BY RABBI JAMES STONE GOODMAN

On the heels of the molten beast, we slipped. Make us a god, we said last week, because that man who led us out of Egypt, we don’t know what became of him (Exodus 32:1). Did we want a god, or did we want a leader? Rashi taught that we were confused; Moses was late returning from the mountaintop, and we panicked. 

What kind of leader do we want? You know what kind of leader. Someone who listens, as long as it takes. 

We knew we had a good leader. He was humble, and he receded to the heart of the story. Here at the beginning of the enterprise, we’re taught a healthy skepticism about expressed leadership. Our leader is a teacher, humble, he inspires others to grow around him. He makes room for creativity to happen, that kind of leader. 

We seem to have all we need: a great designer in the artist Betzalel, the design, the Designer, the master of ceremonies, and the one who sits with us, however long it takes, and listens. And yet we make that molten beast.

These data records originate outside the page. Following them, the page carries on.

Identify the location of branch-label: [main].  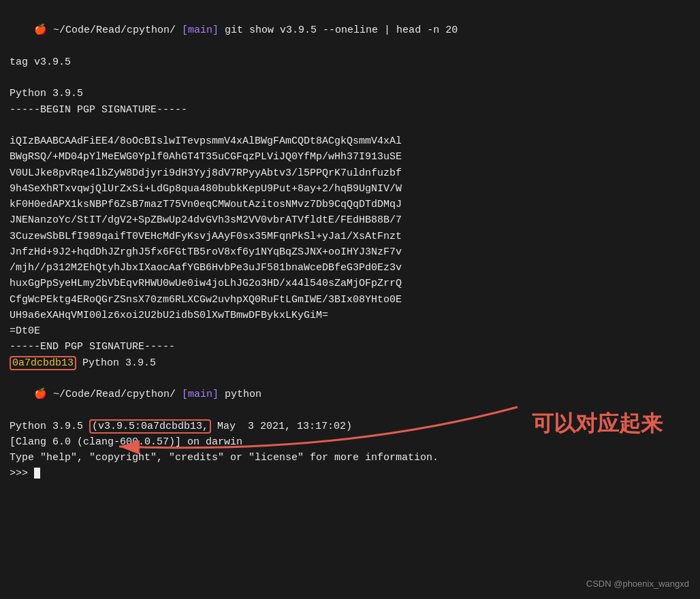
(200, 30).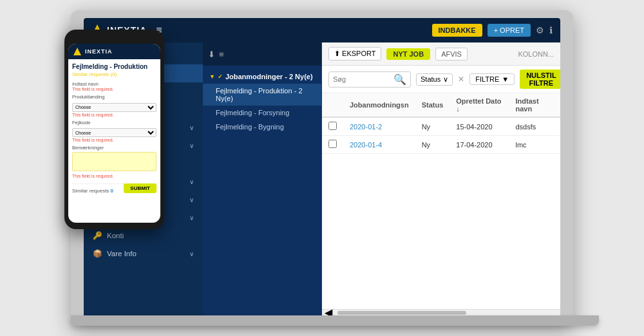 The image size is (644, 336). Describe the element at coordinates (222, 54) in the screenshot. I see `menu-icon-button: ≡` at that location.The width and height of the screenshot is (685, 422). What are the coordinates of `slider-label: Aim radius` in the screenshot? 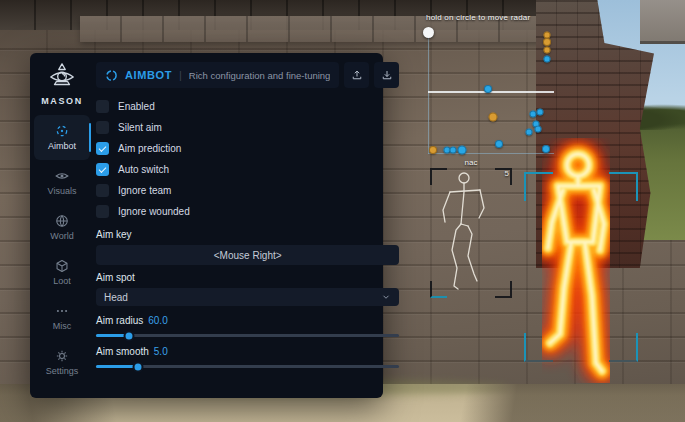 It's located at (120, 322).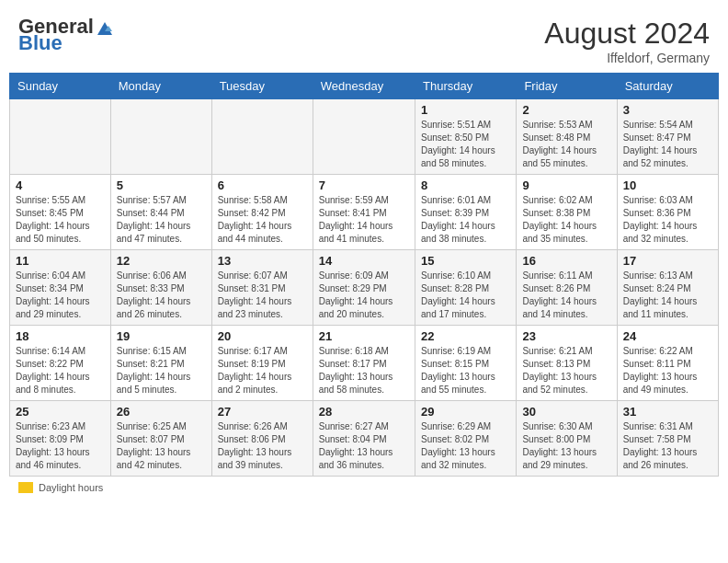  What do you see at coordinates (466, 213) in the screenshot?
I see `calendar-cell: 8Sunrise: 6:01 AM Sunset: 8:39 PM Daylig…` at bounding box center [466, 213].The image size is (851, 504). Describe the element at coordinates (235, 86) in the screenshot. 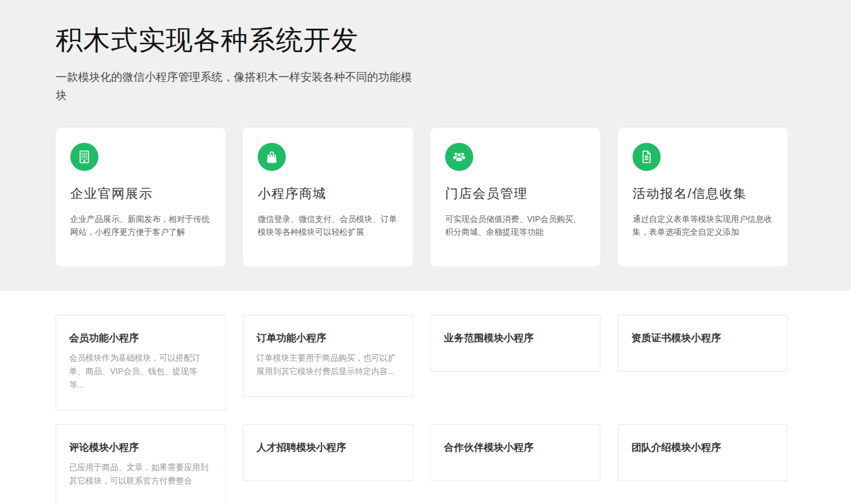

We are healed by the very things through which we were corrupted. When we slipped with the molten calf, we gathered against our master of ceremonies, Aaron (Exodus 32:1). There we gathered together in confusion, frustration, impatience. What happened to Moses? 

In this week’s story, the one who sits with us and listens gathers us together to review the plan for living (Exodus 35:1). It starts with Shabbat. Vayakhel Moshe, Moses gathered us together (same root as gathering against Aaron), and he brought what he always brings: the healing. Rashi taught it was the day after Yom Kippur, what follows is forgiveness.

We will return to building. The building will be a symbol of our healing, a sign of forgiveness from the slip with the molten beast. 

On the heels of the molten beast, Moses our teacher gathered together the entire community. We had gathered against his brother Aaron: Make us a god who will go before us, we said to Aaron, because your brother who is our heart, we don’t know what happened to him. We had been lost because our teacher could not be found. 

And that man who brought us out?

He’s back.

Rabbi James Stone Goodman serves Central Reform Congregation and is a member of the St. Louis Rabbinical Association, which coordinates the weekly d’var Torah for the Jewish Light.